March 26, 2006

Birmingham, UK '89-91

More Music. Why not?

I remember the late eighties as a great time for live music and beautiful rock chicks jumping on me. Birmingham was fantastic for both. Great venues. Great pubs where, pre-exstacy, drug dealers stood in the gangway between bars. Rastas put on "blues" parties in their gardens. If you wanted hash you didn't have to move. You passed your money one way, the dealer by the speaker passed the ganja towards you.

A friend of mine and I took our girfriends to see Killing Joke not really knowing who they were, the ghostly drive of "Love Like Blood" made us curious. We stood on the balcony totally blown away by the sheer driving force of musicality. Later Youth, the bass player from the band became one of the pioneers of Goa Trance in India.

Another band I remember well from the time was Soundgarden. One of the stars of Spinal Tapp introduced them live on stage. Chris Cornell was like a new Robert Plant. I did a lot of crowd surfing and almost bit my tongue off being dropped on my head. I was also lucky enough to see Nirvana twice.

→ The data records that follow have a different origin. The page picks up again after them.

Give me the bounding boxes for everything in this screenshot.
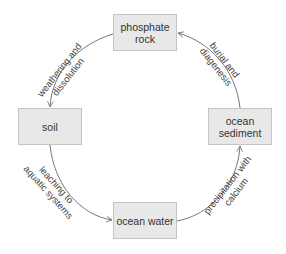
node-phosphate-rock: phosphate rock <box>113 14 177 51</box>
node-ocean-water: ocean water <box>113 202 177 239</box>
edge-label-leaching: leaching to aquatic systems <box>22 156 84 222</box>
node-soil: soil <box>18 108 82 145</box>
edge-label-weathering: weathering and dissolution <box>34 41 92 107</box>
node-label-line: ocean water <box>116 215 173 227</box>
edge-label-burial: burial and diagenesis <box>198 39 243 89</box>
node-label-line: sediment <box>219 127 262 139</box>
node-ocean-sediment: ocean sediment <box>208 108 272 145</box>
node-label-line: ocean <box>219 115 262 127</box>
edge-label-precipitation: precipitation with calcium <box>201 154 262 223</box>
node-label-line: soil <box>42 121 58 133</box>
node-label-line: rock <box>120 33 169 45</box>
node-label-line: phosphate <box>120 21 169 33</box>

Once on the Bleach tour before they were famous with L7 suppoting them infront of 400 sweaty Brummies and once after "Smells Like Teen Spirit" became an anthem. They were crap both times, but Nirvana were always deliberately crap live, parodying the "rockstar" image and concept.

At the time British bands used to sell a contrived, tepid image to a music journalist and then pretend to live it. US bands mastered their instruments and lived the life full on. The best of these were the Chilli Peppers. They might be a bit old now, they were memorably superhuman back then, especially Flea who played bass like a motherfucker, arms and legs flailing everywhere. Great energy. Great times. I enjoyed toking in those days. We used to laugh all the time giving each other rising blowbacks, upsidedown blowbacks, hot knives, the only drug problems I had was getting good ones at the right prices.

In the mid nineties I put down my guitar and got seriously into Psychedelic trance music. The concept of facing the front watching bands seemed passe. Under lasers and smoke and with all the drugs everyone on the dancefloor was a rockstar, living the rockstar lifestyle. But London was different. There has always been an impersonal vibe which I've struggled with in social situations. People seem to be more of a commodity to be consumed. Now if I go to a commercial trance party everyone is facing the front like a rock gig, but there is still a good energy at the odd trance squat party. I'm beginning to wonder if I am going to come out of this ganja haze with a new energy to put into live music. I hope so.